I’ve tried out SimCLR, and it seems to be a good direction to go with self-supervised learning.
Pre-training on ImageNet with SimCLR for 50 epochs and then fine-tune on ImageNette gives us 92% accuracy on the validation, whereas starting from random weights gives 79%. Starting from pre-trained weights on supervised ImageNet gives 95.5%.
I think that the first layer filters the model came up with is just mesmerizing:
I’ve trained a model on MNIST 14x14 downscaled images.
This model knows the structure of numbers on this scale.
The original 28x28 images have the same structure but just having twice the size.
If we adjust the first layer’s scale accordingly, we can use this network directly on 28x28 pictures without any fine-tuning. It is just adjusting the first layer’s dilation and stride to be twice it’s original value and we’re done, we have the same accuracy as we had on 14x14 pictures.
Or we can have first layer filters twice the size as was before and having weights of the 14x14 model’s first layer’s weights resized as if they were images.
This gives a slight accuracy drop, but training for just a little bit with a learning rate of 1e-100!!, we have back our accuracy.
Just wanted to say thanks so much for the fastai course, it was a brilliant introduction and way to get started!
I’ve been using what I learned on this course and others to explore generative algorithms. Here are some of the pictures I’ve generated so far using style transfer
Hi everyone,
as you knew, WHO suggests washing hands and not touching face would protect citizens from coronavirus infection
but not touching your face is easier said than done! you can check out this video for example.
so based on Lesson 1,2 we built a face touching classifier, Touching your face is bad for ya!
When you touch your face, a warning sound will be played. That’s it.
I’m the creator of SeeMe.ai, an AI marketplace (currently in beta).
We focus on letting you train, use and share AI models with your friends and the rest of the world. We have been a fan of fast.ai since its early days, and are happy to contribute to this wonderful community.
Once you have trained your model, you can easily deploy it and use it on the web, mobile, our Python SDK or via the API. After testing, you can share it with others so they can use your model.
We have just created a fastai v1 quick guide for you, that helps you get up and running and we would love for you to try it out and get your feedback!
Thank you for the answer. I´ve found another jawa script that worked for me just fine. The original one was generating an empty txt file in Chrome after searching the images.
I wrote an article on Medium on how to deploy your machine learning model on AWS, using Cortex. In the example I used the first course of Part I (2019), and deployed a pets classifier as a web service. Dig in and tell me what you think!
Predicting the origin of an ancient, ceramic artifact
Covid-19 has been depressing for a data guy like me. Always thinking about stats, but these ones suck. Trying to keep my mind off things, I finished up a passion project of mine: IndAIna. I love how I can combine my love for history with data science. Check out the link and stay safe, y’all! https://bit.ly/2UlJfmv
Its been a while, but I have managed to finally get round to training a model using DeOldify to re-colour Anime sketches. Got some amazing results so far!
PLEASE NOTE: Do not take this app seriously, the dataset is an ‘EDUCATIONAL USE ONLY’ dataset(github repo here)
I wrote a blogpost exploring the limitations of this dataset on my custom blog inspired by fastai’s fast_template
Thank you fastai community
Coming from a non-development background, last few months have been an extremely frustrating experience. I learned about version control by accidentally wiping out 3 months worth of work and observed the perils of rm -rf after virtually destroying my machine.
But going through the fastai forums and seeing people share amazing projects and positive messages kept me going.
If nothing else, this course made me have a newfound respect for software developers. Cheers guys!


## TASK GOAL:
Among the entries below, how many lines hold the word "Reading"? Reply with the number only.

## Interface dataset entries:
+===+

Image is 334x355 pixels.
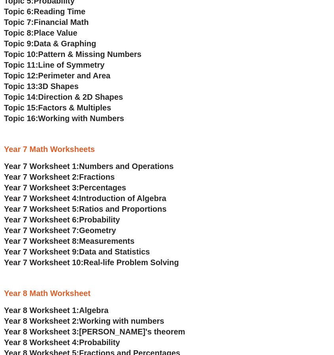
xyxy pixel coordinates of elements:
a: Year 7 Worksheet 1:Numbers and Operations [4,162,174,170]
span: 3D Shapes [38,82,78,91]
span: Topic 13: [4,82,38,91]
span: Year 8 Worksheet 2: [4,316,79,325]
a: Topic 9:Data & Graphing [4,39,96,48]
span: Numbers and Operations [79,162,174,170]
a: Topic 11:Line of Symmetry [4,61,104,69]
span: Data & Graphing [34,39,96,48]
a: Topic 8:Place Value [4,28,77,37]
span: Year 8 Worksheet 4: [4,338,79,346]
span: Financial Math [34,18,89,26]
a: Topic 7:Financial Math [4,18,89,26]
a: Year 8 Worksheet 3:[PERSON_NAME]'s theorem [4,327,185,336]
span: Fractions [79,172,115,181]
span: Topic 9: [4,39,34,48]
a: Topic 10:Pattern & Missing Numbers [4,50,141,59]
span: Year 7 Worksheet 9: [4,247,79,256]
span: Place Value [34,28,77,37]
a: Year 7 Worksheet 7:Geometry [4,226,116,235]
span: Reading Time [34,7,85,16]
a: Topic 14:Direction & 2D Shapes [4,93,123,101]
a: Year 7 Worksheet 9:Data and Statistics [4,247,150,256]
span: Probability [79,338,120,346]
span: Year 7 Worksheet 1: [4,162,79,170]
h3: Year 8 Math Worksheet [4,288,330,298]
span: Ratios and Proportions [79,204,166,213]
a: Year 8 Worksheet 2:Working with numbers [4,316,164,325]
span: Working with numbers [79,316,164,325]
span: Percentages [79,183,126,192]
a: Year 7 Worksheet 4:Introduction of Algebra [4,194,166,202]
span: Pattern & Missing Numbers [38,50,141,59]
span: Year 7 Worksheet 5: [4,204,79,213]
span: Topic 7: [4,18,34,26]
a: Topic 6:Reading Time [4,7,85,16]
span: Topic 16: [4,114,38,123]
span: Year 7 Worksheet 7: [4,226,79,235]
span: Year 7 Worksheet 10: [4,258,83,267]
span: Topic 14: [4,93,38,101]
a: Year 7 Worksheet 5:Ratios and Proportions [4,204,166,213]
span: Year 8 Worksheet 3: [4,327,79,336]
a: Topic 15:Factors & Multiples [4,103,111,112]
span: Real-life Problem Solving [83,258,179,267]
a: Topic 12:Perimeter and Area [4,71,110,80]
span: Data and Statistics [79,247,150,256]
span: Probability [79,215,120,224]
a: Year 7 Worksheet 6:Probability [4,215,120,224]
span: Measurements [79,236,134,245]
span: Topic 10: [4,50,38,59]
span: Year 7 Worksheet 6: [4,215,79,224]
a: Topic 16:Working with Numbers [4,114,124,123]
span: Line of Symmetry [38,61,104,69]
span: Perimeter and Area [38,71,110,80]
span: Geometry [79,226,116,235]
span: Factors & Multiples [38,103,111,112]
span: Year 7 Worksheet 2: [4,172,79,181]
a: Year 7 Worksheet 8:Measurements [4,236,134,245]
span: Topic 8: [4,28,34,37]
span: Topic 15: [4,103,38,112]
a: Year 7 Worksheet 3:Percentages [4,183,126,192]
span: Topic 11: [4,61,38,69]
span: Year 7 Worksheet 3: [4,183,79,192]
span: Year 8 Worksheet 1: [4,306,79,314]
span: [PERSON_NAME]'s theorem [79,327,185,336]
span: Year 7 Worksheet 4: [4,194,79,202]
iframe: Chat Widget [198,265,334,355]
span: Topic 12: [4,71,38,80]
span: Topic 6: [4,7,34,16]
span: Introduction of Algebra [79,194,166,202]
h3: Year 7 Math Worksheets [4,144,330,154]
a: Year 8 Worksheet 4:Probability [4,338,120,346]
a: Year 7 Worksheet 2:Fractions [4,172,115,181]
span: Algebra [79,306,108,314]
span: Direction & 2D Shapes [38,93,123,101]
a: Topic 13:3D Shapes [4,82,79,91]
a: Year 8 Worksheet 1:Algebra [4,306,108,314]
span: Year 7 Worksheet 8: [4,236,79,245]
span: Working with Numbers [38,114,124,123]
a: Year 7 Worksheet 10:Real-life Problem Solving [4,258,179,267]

+===+

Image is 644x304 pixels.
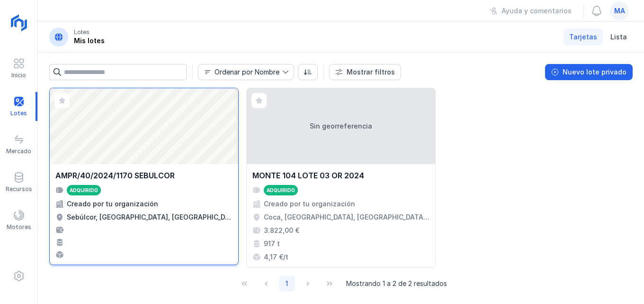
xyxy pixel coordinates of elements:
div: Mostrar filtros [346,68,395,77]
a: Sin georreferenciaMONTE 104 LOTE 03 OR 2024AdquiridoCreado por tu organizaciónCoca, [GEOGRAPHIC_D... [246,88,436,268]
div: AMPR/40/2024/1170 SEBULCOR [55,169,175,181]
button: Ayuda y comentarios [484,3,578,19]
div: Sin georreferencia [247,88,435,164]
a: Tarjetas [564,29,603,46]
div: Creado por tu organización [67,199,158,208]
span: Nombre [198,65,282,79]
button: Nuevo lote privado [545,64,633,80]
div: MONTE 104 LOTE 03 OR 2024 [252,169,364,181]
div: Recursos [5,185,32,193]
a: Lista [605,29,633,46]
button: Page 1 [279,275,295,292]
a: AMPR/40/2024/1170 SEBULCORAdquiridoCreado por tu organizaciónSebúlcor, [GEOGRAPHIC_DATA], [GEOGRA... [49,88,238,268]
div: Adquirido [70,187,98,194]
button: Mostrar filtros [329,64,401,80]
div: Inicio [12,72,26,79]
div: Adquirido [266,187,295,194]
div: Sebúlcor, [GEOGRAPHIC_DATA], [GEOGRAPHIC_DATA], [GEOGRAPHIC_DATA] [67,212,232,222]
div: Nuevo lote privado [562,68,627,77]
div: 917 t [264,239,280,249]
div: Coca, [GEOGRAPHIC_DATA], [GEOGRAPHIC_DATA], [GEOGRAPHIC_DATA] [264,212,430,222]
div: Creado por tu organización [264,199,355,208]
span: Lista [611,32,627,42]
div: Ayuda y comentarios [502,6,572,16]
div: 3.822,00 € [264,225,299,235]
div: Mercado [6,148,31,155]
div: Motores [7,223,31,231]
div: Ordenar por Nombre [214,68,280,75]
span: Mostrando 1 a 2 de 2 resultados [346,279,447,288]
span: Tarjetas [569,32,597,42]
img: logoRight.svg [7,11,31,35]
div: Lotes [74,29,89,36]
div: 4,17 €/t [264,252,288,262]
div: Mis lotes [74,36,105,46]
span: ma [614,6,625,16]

+===+

## WRITTEN RESPONSE:
2